Time and time again, when talking to our clients about expanding their digital marketing activity, we get responses like these:
“Oh, I’m not on Twitter.”
“We’ve never sold any products via Facebook, you know.”
“Who actually uses LinkedIn these days?”
So often digital marketing conversations end up being centered around social media. And as more people continue to lose trust in social media from a personal perspective, fewer people seem to see the value in using it for B2B marketing and engagement.
Admittedly, most of my social media feeds are often full of junk — someone with a sob story or a product or a lifestyle to sell — and I suspect yours are too. Everyone seems to be looking for “likes” with no strategic long-term goal. Plenty of people in my personal network have boycotted social media altogether because of this.
This makes the continued misunderstanding that digital marketing is just about social media even more problematic. Even if this isn’t news to you, I suspect that during your career you’ve heard at least one person say, “I don’t really see the point” — and I wonder how well you’ve been able to counter that argument.
2020: The New-Age Marketer
I don’t mean to put a dampener on the fast-approaching new year, but it’s a tricky time to be a B2B marketing professional. Marketing and communications roles are going through significant change, driven by the impact of trends such as personalization, artificial intelligence and influencer marketing.
As a result, B2B marketers everywhere have to retool their skill sets. According to Raconteur’s Future of B2B Marketing report, customer understanding/insight, creativity and data literacy are three of the most important skills that marketers have to master over the next five years, along with an understanding of how digital tools fit into the marketing stack.
Connecting your role to the wider goals of the business you work for is vital to growing your budget, your area of authority and your career. Those who aren’t able to adapt may quickly find their roles and their marketing budget at risk.
Providing Business Value
You likely get it: Digital marketing is one of the most tangible ways to connect marketing activity to the sales cycle (and, therefore, provide business value). It’s by far the most measurable part of the current marketing mix. The challenge is how to get buy-in from the wider business. It’s not as simple as knowing the ins and outs of how to plan and execute a digital marketing strategy and subsequent campaign. The difficulty, more often than not, is how to sell the idea to the wider business. If you don’t consider this as the most important thing on your list, then you risk falling at the first hurdle — leaving the age-old adage “Well, if it ain’t broke…” to reign supreme.
In my experience, marketing and communications professionals of today, and of the future, have to show an understanding of how the strategy they’re recommending can truly deliver a tangible return on investment. News flash: “We’ve got 50 more followers” or “We had a 5% conversion rate” isn’t showing real business value. And it’s vital to explain the benefits of an investment in a language that your leadership team understands.
How can your digital marketing strategy help generate new business leads? Attract investors? Adjust perception? Or educate your target audience on the area your business specializes in?
To secure or grow your budget, you’ll likely need to make this work and articulate why you want to invest some or more of the company’s money into a perceivably “newer” aspect of B2B marketing and communications. And outlining the potential business value it can bring is a good of a place as any to start.
Target Acquired
Ultimately, I’ve found that well-considered activity targeted at a specific audience is the best way to prove the value of digital marketing internally.
This comes from speaking to your sales leadership. Scary, right? But consider that in a B2B organization, particularly in technology (the space in which I work most), sales leads are the name of the game. And if you’re trying to engage your CEO or other members of the C‑suite for your marketing and communications strategy, you’re far more likely to do this regularly if you have the support of sales leadership. Friction between sales and marketing (even when both divisions are led by the same person) is one of the primary reasons I see progress and innovation in marketing and communications stall. And it needn’t be that way.
Take time to understand who sales is targeting, how long the average sales cycle is, where the challenges are, why they win and why they don’t.
Consider asking for a top 50 prospects list, key target verticals and, probably most importantly, job titles of the people they talk to throughout the entire sales journey (“We only sell to the C‑suite” isn’t usually true, and it often isn’t enough).
This is information you can gather, for free, by just asking some simple questions and taking the time to listen to the answers. The sales team will know this already—as many spend a lot of time online and on social media scouting out potential prospects. After all, there’s no point in being on social media just for the sake of it. If you’re on Twitter, you should be there because that’s where your audience is.
It’s Okay To Be Antisocial
Fundamentally, social media platforms are just another mechanism by which to serve your target audience with content that’s useful to them in some way. Focus your efforts on creating truly valuable content and stop thinking about social media platforms as the be-all and end-all.
Use your business objectives as the end goal. If you monitor and analyze online interactions based on these objectives (instead of vanity metrics) and adjust constantly based on them, you’ll likely see true ROI. This way, you can help your business grow and make yourself indispensable at the same time.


AIM OF THE TASK: Your task is to copy each line of the material below that includes "Open".
(DATA EXTRACT begins)
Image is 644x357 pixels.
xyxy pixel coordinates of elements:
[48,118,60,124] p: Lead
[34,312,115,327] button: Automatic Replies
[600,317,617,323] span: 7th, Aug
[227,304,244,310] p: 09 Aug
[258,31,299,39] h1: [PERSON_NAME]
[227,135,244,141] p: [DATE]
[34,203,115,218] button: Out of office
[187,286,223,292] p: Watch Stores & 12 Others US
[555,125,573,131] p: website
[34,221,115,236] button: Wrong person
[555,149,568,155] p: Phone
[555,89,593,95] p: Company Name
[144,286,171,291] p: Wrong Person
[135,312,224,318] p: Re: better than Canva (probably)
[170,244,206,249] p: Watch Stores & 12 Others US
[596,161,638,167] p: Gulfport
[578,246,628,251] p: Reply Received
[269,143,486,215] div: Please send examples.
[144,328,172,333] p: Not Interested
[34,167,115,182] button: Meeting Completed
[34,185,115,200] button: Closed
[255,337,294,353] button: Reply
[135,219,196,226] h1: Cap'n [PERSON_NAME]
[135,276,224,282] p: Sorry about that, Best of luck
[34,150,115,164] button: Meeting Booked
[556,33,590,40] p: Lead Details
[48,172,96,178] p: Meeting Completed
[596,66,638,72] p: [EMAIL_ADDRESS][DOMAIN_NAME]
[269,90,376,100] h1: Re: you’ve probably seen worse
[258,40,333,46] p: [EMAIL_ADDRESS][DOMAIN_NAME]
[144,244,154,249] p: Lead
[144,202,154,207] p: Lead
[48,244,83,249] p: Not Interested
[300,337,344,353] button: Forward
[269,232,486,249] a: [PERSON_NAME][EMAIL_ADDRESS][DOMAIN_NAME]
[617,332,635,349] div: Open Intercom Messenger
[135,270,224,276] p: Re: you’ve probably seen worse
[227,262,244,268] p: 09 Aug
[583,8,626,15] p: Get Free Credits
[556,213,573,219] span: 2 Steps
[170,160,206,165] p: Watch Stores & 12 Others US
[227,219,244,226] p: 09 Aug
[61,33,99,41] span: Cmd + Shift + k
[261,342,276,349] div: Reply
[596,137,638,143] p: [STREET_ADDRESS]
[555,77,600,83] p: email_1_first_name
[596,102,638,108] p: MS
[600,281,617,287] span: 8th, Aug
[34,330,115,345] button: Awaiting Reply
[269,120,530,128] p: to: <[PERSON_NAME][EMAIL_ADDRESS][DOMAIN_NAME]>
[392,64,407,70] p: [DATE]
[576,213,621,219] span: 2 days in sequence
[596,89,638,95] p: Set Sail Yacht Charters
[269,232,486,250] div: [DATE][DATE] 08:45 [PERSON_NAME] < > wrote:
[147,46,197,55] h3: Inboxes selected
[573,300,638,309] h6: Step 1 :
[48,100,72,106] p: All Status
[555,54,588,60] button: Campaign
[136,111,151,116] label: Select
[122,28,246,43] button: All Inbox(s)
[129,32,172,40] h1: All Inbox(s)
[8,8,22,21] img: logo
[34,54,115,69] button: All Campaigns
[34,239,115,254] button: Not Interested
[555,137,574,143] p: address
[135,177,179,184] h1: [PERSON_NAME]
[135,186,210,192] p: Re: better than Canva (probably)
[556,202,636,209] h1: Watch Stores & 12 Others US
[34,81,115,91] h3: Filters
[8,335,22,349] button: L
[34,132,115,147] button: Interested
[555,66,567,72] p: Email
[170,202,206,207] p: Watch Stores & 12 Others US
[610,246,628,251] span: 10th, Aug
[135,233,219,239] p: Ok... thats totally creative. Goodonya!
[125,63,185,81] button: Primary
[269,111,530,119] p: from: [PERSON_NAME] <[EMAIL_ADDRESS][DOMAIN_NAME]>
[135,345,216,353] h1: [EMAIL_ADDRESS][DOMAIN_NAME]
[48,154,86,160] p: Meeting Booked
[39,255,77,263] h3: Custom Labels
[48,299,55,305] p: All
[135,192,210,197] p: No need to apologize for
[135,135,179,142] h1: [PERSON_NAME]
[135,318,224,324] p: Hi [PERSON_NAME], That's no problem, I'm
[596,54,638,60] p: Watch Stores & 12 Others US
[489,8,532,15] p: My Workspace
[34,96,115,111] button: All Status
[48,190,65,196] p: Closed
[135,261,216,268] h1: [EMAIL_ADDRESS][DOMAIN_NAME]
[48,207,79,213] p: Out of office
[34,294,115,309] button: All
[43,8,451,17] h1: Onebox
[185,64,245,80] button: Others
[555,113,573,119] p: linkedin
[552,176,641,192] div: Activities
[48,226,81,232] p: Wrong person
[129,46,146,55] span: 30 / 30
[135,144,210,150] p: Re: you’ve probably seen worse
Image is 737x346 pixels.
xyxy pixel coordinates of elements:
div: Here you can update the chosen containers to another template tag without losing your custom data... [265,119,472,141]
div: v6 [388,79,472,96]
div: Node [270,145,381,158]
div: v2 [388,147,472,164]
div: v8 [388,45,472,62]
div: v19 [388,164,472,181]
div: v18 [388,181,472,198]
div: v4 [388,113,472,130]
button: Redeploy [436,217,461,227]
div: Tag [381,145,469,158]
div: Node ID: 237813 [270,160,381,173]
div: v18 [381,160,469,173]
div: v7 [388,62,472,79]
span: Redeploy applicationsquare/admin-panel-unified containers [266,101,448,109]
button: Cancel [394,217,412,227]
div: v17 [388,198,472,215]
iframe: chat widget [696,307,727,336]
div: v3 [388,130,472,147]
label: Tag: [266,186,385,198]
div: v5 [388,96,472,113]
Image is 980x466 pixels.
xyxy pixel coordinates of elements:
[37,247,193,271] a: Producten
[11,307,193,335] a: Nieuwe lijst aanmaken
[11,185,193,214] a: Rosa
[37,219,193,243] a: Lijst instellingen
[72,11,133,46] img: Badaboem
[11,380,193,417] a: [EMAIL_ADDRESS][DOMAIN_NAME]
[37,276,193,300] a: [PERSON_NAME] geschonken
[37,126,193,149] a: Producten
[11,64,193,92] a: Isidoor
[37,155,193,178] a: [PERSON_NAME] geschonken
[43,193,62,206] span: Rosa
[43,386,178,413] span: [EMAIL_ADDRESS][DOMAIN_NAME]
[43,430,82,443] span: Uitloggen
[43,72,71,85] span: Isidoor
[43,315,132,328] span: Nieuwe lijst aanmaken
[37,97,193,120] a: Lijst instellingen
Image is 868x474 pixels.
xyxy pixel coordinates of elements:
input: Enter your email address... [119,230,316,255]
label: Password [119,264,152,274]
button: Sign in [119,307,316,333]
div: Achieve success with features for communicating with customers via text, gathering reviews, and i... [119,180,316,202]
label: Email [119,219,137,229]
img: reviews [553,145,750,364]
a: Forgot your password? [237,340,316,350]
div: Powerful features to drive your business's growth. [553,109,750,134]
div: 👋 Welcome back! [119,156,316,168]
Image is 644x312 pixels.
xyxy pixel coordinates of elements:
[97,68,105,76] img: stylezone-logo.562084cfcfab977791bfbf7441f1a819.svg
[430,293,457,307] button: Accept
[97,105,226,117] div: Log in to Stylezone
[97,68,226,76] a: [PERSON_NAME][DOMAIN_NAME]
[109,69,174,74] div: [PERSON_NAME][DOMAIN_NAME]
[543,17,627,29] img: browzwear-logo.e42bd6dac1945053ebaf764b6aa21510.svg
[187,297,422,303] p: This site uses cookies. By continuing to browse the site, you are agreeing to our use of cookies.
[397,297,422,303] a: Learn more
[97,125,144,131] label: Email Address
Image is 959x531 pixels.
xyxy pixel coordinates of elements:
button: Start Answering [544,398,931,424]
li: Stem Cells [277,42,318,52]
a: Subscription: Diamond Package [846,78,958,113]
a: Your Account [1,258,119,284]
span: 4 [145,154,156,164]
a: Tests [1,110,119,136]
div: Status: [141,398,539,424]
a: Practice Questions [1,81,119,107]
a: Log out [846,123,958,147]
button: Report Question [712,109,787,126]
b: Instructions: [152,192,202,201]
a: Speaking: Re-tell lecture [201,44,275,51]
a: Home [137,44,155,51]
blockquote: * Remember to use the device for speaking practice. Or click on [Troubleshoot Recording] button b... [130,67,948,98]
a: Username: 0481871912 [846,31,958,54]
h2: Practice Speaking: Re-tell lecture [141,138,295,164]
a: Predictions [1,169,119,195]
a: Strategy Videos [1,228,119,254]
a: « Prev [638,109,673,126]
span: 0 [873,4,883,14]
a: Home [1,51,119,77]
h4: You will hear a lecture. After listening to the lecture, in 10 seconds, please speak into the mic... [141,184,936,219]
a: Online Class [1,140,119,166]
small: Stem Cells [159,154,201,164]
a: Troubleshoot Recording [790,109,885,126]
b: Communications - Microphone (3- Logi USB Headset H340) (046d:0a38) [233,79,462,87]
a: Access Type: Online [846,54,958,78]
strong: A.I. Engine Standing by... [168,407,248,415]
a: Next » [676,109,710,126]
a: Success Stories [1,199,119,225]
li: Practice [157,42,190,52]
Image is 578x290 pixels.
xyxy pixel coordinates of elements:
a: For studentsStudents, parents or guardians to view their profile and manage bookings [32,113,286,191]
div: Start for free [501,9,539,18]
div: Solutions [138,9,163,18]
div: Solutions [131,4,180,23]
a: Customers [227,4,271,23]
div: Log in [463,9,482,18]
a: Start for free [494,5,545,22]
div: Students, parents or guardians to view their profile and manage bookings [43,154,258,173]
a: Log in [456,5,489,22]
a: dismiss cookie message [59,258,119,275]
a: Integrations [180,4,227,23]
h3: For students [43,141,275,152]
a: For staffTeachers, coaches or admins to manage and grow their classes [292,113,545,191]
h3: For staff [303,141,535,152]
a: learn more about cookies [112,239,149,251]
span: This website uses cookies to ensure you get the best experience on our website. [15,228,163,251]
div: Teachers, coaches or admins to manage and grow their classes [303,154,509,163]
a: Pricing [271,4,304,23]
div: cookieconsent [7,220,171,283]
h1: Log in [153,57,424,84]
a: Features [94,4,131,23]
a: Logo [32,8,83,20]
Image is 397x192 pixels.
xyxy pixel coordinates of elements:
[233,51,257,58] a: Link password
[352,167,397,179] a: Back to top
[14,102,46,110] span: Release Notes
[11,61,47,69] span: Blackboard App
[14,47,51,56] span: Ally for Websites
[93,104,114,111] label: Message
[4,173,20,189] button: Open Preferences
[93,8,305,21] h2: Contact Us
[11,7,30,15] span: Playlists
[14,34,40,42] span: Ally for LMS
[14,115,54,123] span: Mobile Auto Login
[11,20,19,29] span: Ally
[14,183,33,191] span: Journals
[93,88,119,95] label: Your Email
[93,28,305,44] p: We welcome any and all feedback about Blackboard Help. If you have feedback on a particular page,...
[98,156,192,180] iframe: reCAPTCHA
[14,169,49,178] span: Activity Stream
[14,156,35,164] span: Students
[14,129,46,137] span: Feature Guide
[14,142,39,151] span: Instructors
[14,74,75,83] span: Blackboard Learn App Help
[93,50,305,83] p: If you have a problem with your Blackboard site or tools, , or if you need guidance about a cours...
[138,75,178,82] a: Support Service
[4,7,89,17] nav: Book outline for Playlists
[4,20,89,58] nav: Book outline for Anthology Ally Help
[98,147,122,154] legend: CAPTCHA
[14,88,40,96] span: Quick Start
(DATA EXTRACT ends)
ANSWER AREA:
[617,332,635,349] div: Open Intercom Messenger
[4,173,20,189] button: Open Preferences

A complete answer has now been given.